Official have repeatedly said in recent weeks that the site would after the deadline be able to accommodate the “vast majority” of online shoppers.
The White House says it's made numerous upgrades in both software and hardware over the last month, which also will allow the site to handle more than 800,000 visitors a day.
Still, in the days leading up to the deadline, the White House and the Department of Health and Human Services continued to scale back expectations, saying not to expect the site to be 100 percent glitch-free.
"If there are extraordinarily high spikes in traffic, which exceed the site's capacity, consumers will be put in a new, advanced queuing system that will give them an expected wait time, or allow them to be notified via when they can return to the site," Bataille said Monday.
Obama recently said he'd consider a "fix" to be successful if 80 percent of the people are able to navigate the site without a major problem.
The nation's largest health insurer trade group said significant problems remain.
Karen Ignagni, president and CEO of America's Health Insurance Plans, told the Associated Press that insurers have complained that enrollment data sent to them from the website include too much incorrect, duplicative, garbled or missing information. She said the problems must be cleared up to guarantee consumers the coverage they signed up for effective Jan. 1.
The first big test of the repaired website probably won't come for another couple of weeks, when an enrollment surge is expected as consumers rush to meet a Dec. 23 deadline so their coverage can kick in on the first of the year.
Avoiding a break in coverage is particularly important for millions of people whose current individual policies were canceled because they don't meet the standards of the health care law, as well as for a group of about 100,000 in an expiring federal program for high-risk patients.
Democrats and Republicans will be closely watching the site this weekend. With the midterm elections less than a year away, it's vital to Democrats that the site lives up to expectations the president set. Republicans have already suggested they'll launch coordinated attacks linking every congressional Democrat up for re-election to the Affordable Care Act.
In the House, the effort, based around dozens of votes to repeal the law, is about denying Democrats the 17-seat gain they would need to win back the majority. In the Senate, it's about gaining the six seats Republicans need to take control of that chamber.
It was announced earlier this week that Families USA, a self-proclaimed non-partisan organization, has been given a $1.1 million grant to establish a database of ObamaCare "success stories."
Families USA received the money from the Robert Wood Johnson Foundation on Oct. 4. The grant is meant to help Families USA expand the database of “real people” sharing their stories of enrolling in ObamaCare.
News of the grant has been revealed in the same week that the White House announced two more delays related to the president's landmark health care reform law.
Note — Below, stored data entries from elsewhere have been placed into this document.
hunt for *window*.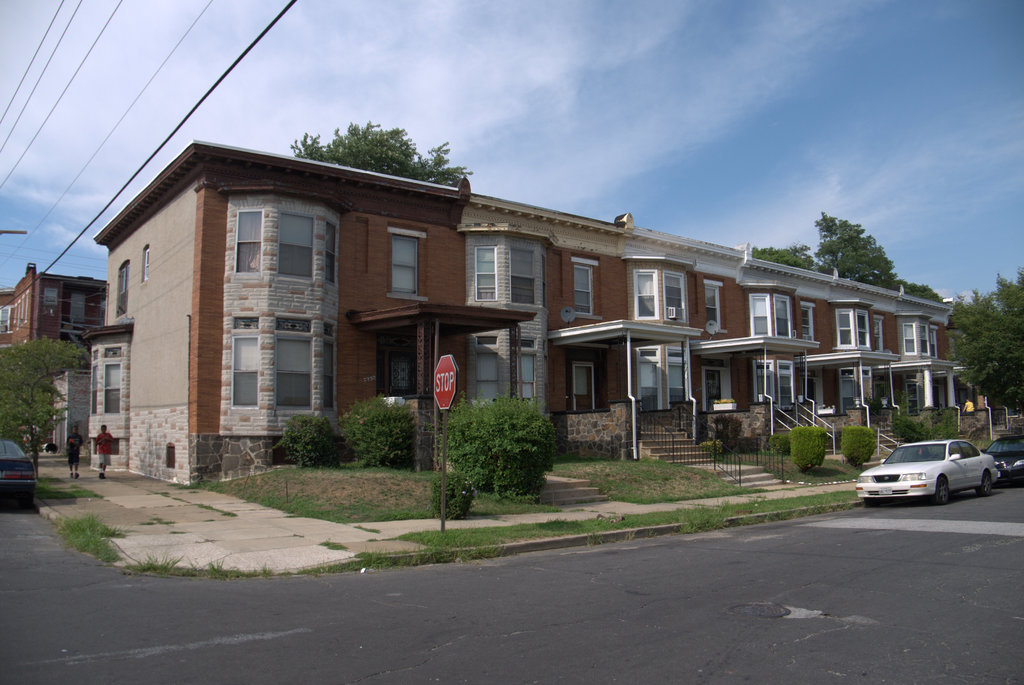
Hunted down at BBox(476, 358, 499, 403).
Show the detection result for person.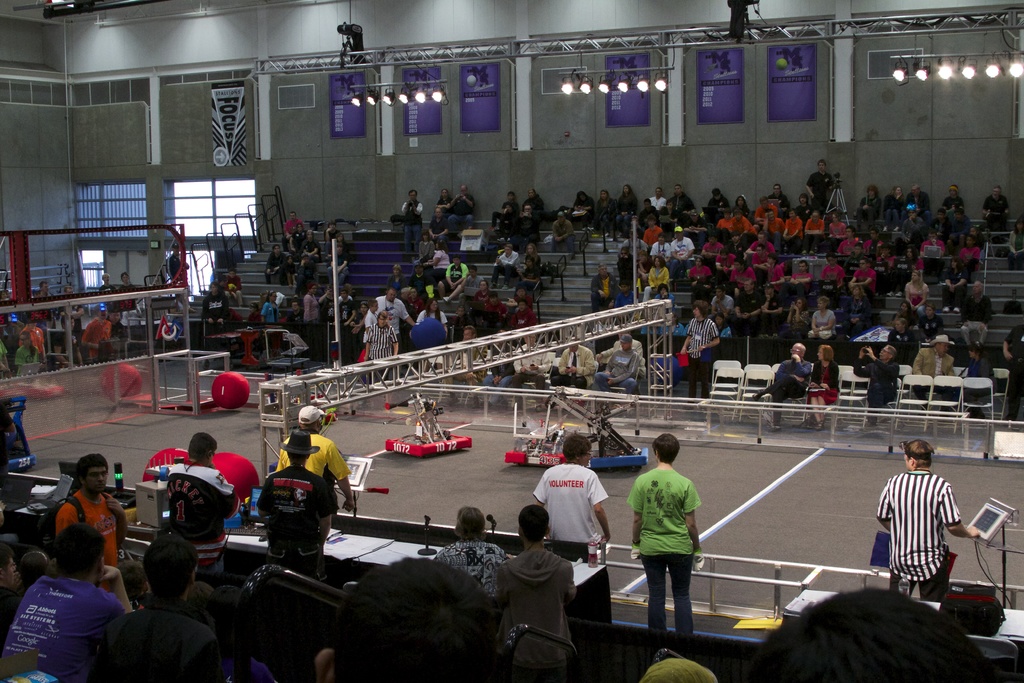
<region>852, 343, 892, 429</region>.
On Wednesday, it was announced that it would delay the launch of an online portal to the health insurance marketplace for small businesses until November 2015. Officials said that the decision to delay the launch had been taken because making repairs to the federal health exchange site, Healthcare.gov took priority.
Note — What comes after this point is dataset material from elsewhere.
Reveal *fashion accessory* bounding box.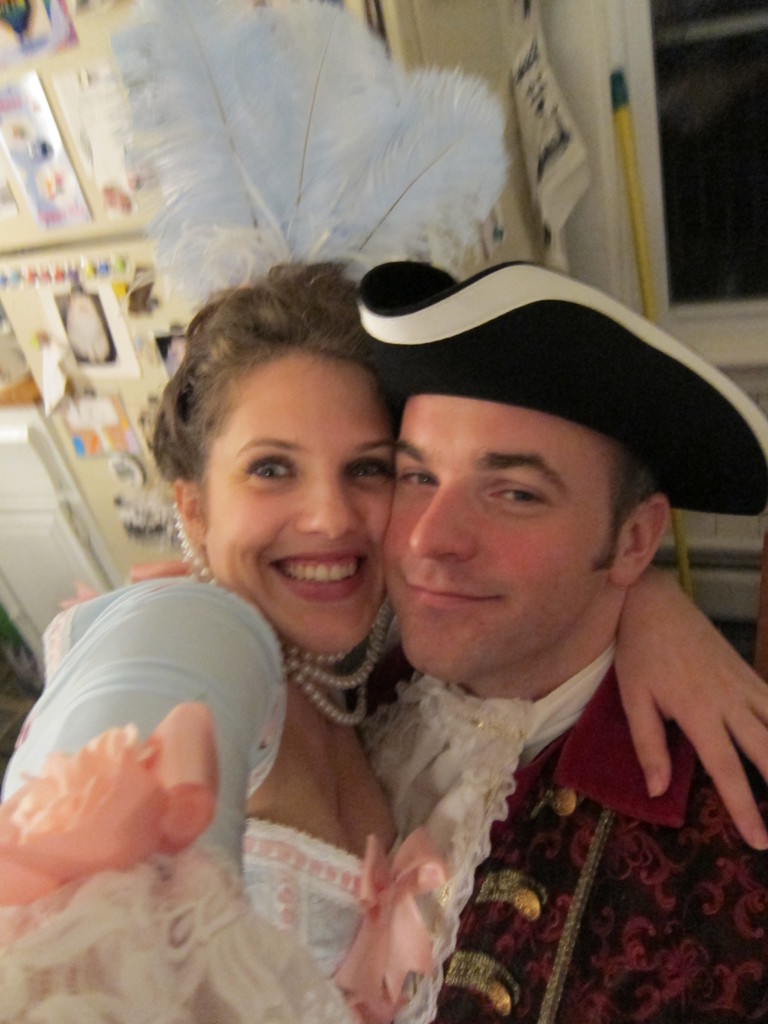
Revealed: Rect(0, 699, 360, 1023).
The administration also announced that the launch of a Spanish-language sign-up tool would have to be postponed.
In recent weeks, the White House has also pushed back the enrollment deadline for individuals to December 23, given businesses with more than 50 workers until 2015 to provide required health insurance without paying a penalty, and moved the deadline date for individuals to avoid penalties for failing to get coverage back for six weeks.
There was also an announced schedule change in next year's open enrollment season. It will start on Nov. 15, 2014, a month later than originally scheduled, and finish on Jan. 15, 2015, about five weeks later than originally planned. Bailey Comment: "Do you think that a lot of visits to this site was to shop for insurance or just to see if the site works now"?